Free Shipping Makes Holiday Buyers Loyal: Study

Posted on by Chief Marketer Staff

Free shipping offers were more common than ever this past holiday season, according to new research done on the 40 leading Internet e-commerce sites by research firm ForeSee Results and FGI Research. And customers who got them reported feeling greater satisfaction with the Web site and a greater likelihood to buy from that site the next time they were in the market.

Studies by the Ann Arbor MI-based customer measurement firm found that 68% of some 9,000 shoppers studied said they could recall seeing some type of free shipping offer during the holidays just ended. That’s up slightly from the number who could remember the same offer in 2007 (65%) and a further increase from 2006 (63%).

Those who got the free shipping offer indexed higher on the American Customer Satisfaction Index for measures including Web site satisfaction, brand commitment, the likelihood to return to the site, likelihood to purchase next time they came, and likelihood to recommend the e-commerce retailer to someone else.

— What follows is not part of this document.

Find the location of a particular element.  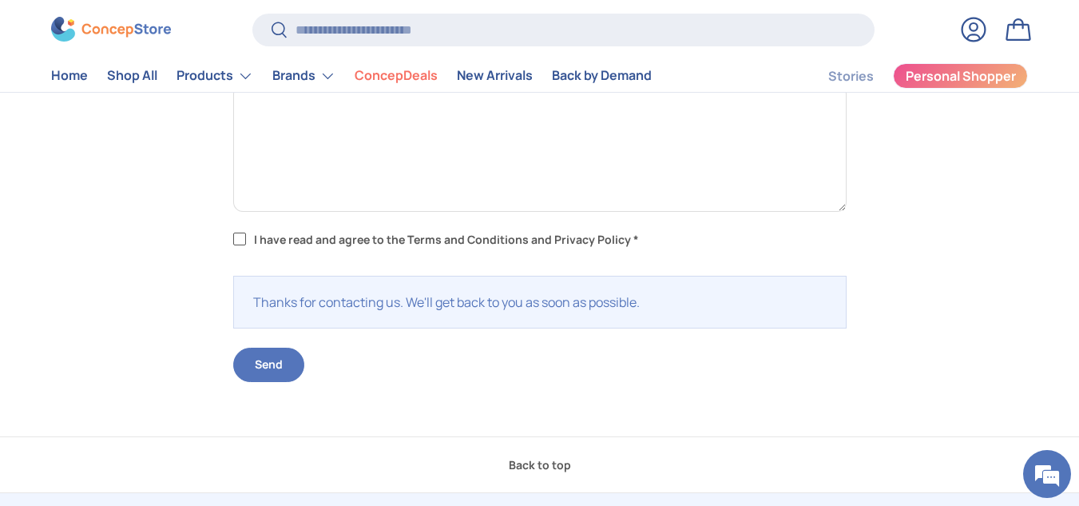

label: I have read and agree to the Terms and Conditions and Privacy Policy * is located at coordinates (439, 239).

Although the differences in satisfaction were relatively small, ForeSee reports, they could be very significant in a down economy. “If product prices can be adjusted so that free shipping has a smaller overhead impact, it seems clear that free shipping results in positive bottom-line impact for the e-retailer,” a note on the research states.

Shipping costs were more decidedly a factor when customers came to decide whether to buy from a retail brick-and-mortar outlet rather than a Web site, the report found. Almost one-fifth of all shopper respondents (18%) said avoiding shipping costs is their main criterion for buying in-store rather than over a merchant’s Web site. The only factors more important were the ability to get the product immediately (31%) and the need to examine the item before buying (19%).

Compelling shoppers to travel to a store to avoid ship charges is not a good long-term strategy, the ForeSee note said. “Retailers should want to make it possible for shoppers to buy from their preferred channel. Shipping costs should not be a major factor in this decision for shoppers.

Once shoppers chose to buy online, the availability of free shipping heavily influenced three out of five shoppers to purchase from the e-tailer they selected rather than from a competitor, ForeSee found.

The firm’s research also revealed little difference in customer satisfaction and buying between Web merchants who offered unrestricted free shipping and those who imposed limitations on the offer—as long as those limits were revealed up front. While the imposition of limits on free shipping has made a big difference in customer site satisfaction in the past, those differences are eroding—perhaps through lowered expectations, or because customers are getting savvy about working around the restrictions.

“The trouble comes when the restrictions are a surprise, i.e. when a shopper goes to a site expecting free shipping but finds out there is a minimum order of $100, or that free shipping only applies to certain items and not to others,” the ForeSee report points out.